Does the U.S. Need More Fish Farms?



Americans consume 7 million tons of seafood every year—6 million of which is imported. Over half of these imports come from fish farms, most of which are in China. China accounts for 61% of the world’s fish farm or “aquaculture” production—the U.S. just 5%. To encourage more domestic production and create jobs, the National Oceanic and Atmospheric Association (NOAA) and the Department of Commerce (DOC) are announcing initiatives to open up U.S. federal waters to fish farming for the first time. The newest initiative, officially called the Aquaculture Technology Transfer Initiative, is the third in a series based on aquaculture policies drawn up by NOAA and the DOC. “Job creation is a major focus of this administration,” said NOAA Administrator Dr. Jane Lubchenco. “This initiative provides an opportunity to support innovation and growth in the private aquaculture sector, resulting in a healthy, local seafood supply and job growth at our working waterfronts.”

The market for farmed seafood is thriving—the global consumption of farmed seafood has skyrocketed from 1 million tons in 1950 to 52.5 million tons in 2008. Today about half of the world’s seafood is derived from aquaculture, a method that is pitched as a solution to satisfying an increasing population’s appetite without overfishing the oceans. “As we turn the corner to ending overfishing with wild-caught fisheries, I think it’s particularly important to simultaneously build a sustainable aquaculture industry here in the United States,” Lubchenco continued.

But farm-raised fish are typically fed large amounts of feed composed of smaller, wild ocean fish, taking food away from declining wild fish populations. Fish farms have also been known to pack fish tight in pens or ponds that are rampant with disease and pollution from fish waste. That waste, which is estimated to be at levels high enough to equal the sewage from a town of 20,000 people, can enter coastal waters and in turn create low-oxygen dead zones that kill marine life. Dead zones are becoming an increasingly serious environmental issue, including in the Gulf of Mexico. Last month, the International Programme on the State of the Ocean (ISPO) reported that three major factors have been present in the handful of mass extinctions that have occurred in the past: an increase of both hypoxia (low oxygen) and anoxia (lack of oxygen that creates dead zones) in the oceans, warming and acidification. They went on to warn that the combination of these factors will inevitably cause a mass marine extinction if swift action isn’t taken to improve conditions.

Additionally, to fight the diseases brought on by overcrowding fish, Chinese fish farmers have liberally used antibiotics and other drugs, including malachite green, a potential carcinogen that was banned by Beijing in 2002 but has shown up since in fish exports.

Organizations like the Ocean Conservancy are concerned that NOAA’s new initiative is “simply not the full suite of national standards we need” to ensure that the environmental destruction caused by low-regulation fish farms in China won’t also happen here. “NOAA needs to call on Congress to empower the agency with the needed authority to protect our ocean from the well-known environmental risks caused by ocean fish farming,” the organization stated on their website. “There is currently no guarantee that any new fish farms will be required to meet these guidelines. Unless and until comprehensive new federal legislation that addresses environmental, socio-economic and liability concerns is passed, open ocean aquaculture should not proceed in our ocean.”

Zach Corrigan, aquaculture expert at Food & Water Watch, said corporate interests are pushing big aquaculture to the detriment of the environment. He went on to say that NOAA’s new policies do not promote innovative, lower-impact aquaculture systems.

“You’re looking at a policy that’s very much set on promoting the wrong kind of fish-farming,” he said.

But NOAA and the DOC insist they are promoting “sustainable domestic marine aquaculture.”

“Aquaculture can be a significant contributor to a ‘blue-green’ economy that both contributes to and benefits from healthy oceans and coasts,” said Lubchenco.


Work task – The expected output is the set of lines below beginning at the one that contains "Get the bounding" and ending at the final line, reproduced exactly.

START Supplied records

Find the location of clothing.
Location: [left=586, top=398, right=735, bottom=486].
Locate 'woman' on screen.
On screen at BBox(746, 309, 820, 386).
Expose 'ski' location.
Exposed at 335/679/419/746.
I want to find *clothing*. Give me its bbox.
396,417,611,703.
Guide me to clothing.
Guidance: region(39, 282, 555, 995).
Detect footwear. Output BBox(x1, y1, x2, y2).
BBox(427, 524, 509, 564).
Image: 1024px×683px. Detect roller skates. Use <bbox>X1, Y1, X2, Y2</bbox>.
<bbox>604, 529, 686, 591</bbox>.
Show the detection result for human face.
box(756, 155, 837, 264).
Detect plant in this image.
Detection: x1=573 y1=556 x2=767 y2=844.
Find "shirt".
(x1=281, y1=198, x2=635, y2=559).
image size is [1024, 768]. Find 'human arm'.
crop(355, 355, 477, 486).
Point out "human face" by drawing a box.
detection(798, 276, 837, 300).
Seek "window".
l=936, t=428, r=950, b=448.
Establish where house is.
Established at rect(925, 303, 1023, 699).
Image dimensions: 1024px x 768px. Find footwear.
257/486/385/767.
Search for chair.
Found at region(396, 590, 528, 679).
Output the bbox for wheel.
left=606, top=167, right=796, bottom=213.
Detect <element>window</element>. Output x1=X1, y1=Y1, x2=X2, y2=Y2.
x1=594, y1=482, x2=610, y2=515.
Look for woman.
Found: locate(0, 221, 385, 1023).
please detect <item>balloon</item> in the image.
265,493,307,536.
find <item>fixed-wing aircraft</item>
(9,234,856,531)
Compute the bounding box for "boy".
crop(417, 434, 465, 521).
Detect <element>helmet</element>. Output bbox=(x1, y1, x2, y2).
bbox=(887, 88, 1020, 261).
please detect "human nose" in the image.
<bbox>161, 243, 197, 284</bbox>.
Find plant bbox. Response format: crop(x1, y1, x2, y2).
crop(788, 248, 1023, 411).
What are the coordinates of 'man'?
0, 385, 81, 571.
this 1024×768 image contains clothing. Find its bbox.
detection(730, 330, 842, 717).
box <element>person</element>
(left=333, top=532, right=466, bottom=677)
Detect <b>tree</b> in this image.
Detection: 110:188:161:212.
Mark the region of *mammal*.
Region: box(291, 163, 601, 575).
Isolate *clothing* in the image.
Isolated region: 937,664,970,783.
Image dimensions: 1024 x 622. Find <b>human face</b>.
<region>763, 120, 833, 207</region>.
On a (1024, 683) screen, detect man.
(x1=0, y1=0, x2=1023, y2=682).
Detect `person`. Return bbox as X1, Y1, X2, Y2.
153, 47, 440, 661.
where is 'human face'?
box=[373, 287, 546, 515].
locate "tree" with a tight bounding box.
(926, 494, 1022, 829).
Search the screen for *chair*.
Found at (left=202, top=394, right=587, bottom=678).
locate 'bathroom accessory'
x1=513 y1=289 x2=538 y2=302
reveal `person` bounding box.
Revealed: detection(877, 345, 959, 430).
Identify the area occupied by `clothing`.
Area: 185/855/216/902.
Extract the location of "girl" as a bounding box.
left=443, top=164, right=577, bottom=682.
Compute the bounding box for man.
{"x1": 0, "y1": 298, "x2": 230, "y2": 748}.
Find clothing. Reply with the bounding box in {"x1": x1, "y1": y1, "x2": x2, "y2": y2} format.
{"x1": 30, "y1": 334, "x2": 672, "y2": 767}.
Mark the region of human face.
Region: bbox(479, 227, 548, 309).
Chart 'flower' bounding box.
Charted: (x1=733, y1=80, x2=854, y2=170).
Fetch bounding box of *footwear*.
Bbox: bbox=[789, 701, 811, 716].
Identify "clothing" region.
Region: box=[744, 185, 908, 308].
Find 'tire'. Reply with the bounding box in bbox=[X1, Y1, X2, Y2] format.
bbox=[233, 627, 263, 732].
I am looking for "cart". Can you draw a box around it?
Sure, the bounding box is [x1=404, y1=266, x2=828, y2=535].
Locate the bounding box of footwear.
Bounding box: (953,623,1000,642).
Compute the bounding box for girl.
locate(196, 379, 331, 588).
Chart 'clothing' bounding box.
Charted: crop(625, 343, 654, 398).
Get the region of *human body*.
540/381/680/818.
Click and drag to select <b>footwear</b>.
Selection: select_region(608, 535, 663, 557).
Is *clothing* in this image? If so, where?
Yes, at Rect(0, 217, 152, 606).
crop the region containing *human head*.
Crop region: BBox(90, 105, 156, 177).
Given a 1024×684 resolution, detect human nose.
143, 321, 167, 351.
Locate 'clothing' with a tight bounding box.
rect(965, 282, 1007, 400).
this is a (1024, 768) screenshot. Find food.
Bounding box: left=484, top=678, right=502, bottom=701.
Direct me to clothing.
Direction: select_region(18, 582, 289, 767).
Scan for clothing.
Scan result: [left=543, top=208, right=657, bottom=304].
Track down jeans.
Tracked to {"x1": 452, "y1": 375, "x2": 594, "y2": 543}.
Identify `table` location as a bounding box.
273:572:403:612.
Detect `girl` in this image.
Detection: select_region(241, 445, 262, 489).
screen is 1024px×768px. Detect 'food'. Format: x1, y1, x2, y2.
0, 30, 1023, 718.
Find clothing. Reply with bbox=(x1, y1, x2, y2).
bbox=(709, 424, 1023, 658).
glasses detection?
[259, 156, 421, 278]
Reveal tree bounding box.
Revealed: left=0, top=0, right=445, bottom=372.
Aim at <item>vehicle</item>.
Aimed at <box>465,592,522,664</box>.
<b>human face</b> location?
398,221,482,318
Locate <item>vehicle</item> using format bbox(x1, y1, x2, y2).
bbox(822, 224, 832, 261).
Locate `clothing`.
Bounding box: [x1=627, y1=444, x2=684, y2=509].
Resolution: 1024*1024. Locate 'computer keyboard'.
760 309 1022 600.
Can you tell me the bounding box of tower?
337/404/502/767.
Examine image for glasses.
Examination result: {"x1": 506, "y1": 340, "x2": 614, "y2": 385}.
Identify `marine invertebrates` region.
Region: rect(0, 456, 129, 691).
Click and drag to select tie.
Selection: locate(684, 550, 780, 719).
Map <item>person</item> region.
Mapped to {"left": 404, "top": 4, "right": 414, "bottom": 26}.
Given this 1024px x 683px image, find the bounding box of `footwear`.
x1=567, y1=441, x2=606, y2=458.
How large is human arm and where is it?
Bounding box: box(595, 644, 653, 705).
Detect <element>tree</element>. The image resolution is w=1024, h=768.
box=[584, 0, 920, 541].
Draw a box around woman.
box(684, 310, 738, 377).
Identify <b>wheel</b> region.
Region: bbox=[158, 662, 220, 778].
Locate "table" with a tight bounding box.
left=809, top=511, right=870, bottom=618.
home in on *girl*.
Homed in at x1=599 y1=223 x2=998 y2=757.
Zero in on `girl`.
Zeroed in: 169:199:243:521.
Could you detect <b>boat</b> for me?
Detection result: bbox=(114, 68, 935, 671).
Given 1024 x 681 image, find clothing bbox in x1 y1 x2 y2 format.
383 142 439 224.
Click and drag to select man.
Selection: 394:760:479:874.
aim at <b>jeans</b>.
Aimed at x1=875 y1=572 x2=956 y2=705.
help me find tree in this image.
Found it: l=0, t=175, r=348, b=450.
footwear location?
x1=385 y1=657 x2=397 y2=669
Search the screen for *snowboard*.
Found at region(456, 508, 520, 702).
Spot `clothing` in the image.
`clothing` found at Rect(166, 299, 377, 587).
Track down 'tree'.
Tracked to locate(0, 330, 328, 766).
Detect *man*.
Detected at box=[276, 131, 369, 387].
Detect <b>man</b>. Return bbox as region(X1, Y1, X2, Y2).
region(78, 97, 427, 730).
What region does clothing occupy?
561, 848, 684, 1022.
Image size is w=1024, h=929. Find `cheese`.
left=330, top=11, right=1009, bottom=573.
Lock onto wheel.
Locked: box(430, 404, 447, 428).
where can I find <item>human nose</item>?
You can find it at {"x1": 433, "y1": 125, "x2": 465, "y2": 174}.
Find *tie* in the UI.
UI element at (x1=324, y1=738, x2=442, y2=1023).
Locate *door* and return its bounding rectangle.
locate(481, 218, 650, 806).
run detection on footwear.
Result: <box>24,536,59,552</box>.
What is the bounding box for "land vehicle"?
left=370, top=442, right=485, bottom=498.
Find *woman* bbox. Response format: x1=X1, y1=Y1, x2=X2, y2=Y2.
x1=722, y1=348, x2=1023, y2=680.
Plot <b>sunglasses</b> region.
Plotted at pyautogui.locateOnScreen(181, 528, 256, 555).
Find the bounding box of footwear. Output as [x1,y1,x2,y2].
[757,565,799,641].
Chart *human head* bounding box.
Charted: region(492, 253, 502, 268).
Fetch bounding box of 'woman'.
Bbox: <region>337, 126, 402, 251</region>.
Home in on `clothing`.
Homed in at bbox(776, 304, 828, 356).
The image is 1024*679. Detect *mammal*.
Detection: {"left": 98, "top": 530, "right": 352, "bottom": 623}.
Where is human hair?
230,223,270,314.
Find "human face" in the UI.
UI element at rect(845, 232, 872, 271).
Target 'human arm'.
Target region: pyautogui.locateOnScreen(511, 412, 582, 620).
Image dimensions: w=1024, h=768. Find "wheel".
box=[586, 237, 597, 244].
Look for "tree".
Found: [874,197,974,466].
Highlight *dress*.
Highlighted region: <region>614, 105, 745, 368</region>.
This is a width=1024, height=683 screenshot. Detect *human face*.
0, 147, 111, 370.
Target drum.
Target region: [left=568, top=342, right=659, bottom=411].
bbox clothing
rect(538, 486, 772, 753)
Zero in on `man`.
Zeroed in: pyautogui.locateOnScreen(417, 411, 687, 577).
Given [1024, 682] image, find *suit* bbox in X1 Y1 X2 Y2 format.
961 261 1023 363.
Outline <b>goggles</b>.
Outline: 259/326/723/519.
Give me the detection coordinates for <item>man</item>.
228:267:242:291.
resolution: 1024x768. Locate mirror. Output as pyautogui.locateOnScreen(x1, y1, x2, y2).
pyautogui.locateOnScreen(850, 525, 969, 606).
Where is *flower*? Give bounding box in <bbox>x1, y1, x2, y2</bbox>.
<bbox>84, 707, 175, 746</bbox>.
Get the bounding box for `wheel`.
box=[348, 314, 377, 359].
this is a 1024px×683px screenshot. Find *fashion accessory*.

END Supplied records

Task solution –
Get the bounding box for `wheel`.
box=[348, 314, 377, 359].
this is a 1024px×683px screenshot. Find *fashion accessory*.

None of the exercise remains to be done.